Marty laid a hand on Cathy’s shoulder. “Is this just the calm before the storm? Are you going to fall apart?”
Cathy shook her he
ad.
“I heard the good news!” Agnes burst in the back door dressed in a bright red sweatsuit, red house shoes, and red hair sticking up like a worn-out mop that dried sitting on the back porch.
“What good news?” Marty asked. “Did you hear something about me being out with a sexy cowboy?”
“Hell, Marty, you’ve been to bed with half the cowboys in the state of Texas. And I know you’ve been out in the garage with Jack all night. I just got a phone call from Liddy Jo who heard it from Beulah who got it from Annabel who was at the Prescotts’ tonight that Cathy gave the ring back to Ethan because of that damned pre-dump. I told you I called it the right thing, didn’t I? It made you dump him, didn’t it? Make me some of that stuff Trixie is eating. I’m ready to celebrate.”
“Aunt Agnes! I might have broken his heart,” Cathy said.
“I don’t give a shit! At least yours won’t get broken.” She bent down and peered into Cathy’s eyes. “Nope, I don’t see a broken heart. I see relief. What made you finally change your mind?”
“Guess I figured out that I’m a beans and greens and fried chicken girl, not a prime rib and red wine lady.” Cathy’s perfectly arched eyebrows knit together into one line. “Does that make me a horrible person? Oh my God!”
“Well, if that don’t sound just like Marty takin’ the Lord’s name in vain,” Agnes said.
“What brought on the OMG?” Trixie asked.
“The cake! That blasted cake! I’ll have to cancel it and I already paid her for the thing and I broke the engagement and she’s Violet’s friend and she’s in the club and it’s going to be a nightmare!”

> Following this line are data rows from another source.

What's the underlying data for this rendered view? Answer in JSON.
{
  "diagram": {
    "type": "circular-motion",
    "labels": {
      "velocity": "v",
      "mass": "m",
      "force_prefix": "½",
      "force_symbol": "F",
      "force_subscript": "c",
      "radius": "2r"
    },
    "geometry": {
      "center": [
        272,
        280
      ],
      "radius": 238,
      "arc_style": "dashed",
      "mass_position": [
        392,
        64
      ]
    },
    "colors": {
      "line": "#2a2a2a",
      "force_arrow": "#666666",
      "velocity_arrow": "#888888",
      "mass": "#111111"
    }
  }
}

Agnes reached for the phone hanging on the wall and punched in several numbers. “Sorry, Annabel, did I wake you? No, well, that’s real good. Cathy and I want to cancel that cake order since there ain’t going to be a weddin’.”
A long pause.
“You can write her a check back, minus ten percent for your trouble,” Agnes finally said.
Another long pause.
“Okay, then she’s paid for the damn cake, so make it, and if you skimp on one of those morning glories, we’ll tell all over the county that you did a lousy job. On the day the wedding was supposed to have been taking place at the Baptist church, I want it delivered to the Christian church across the road from Clawdy’s.”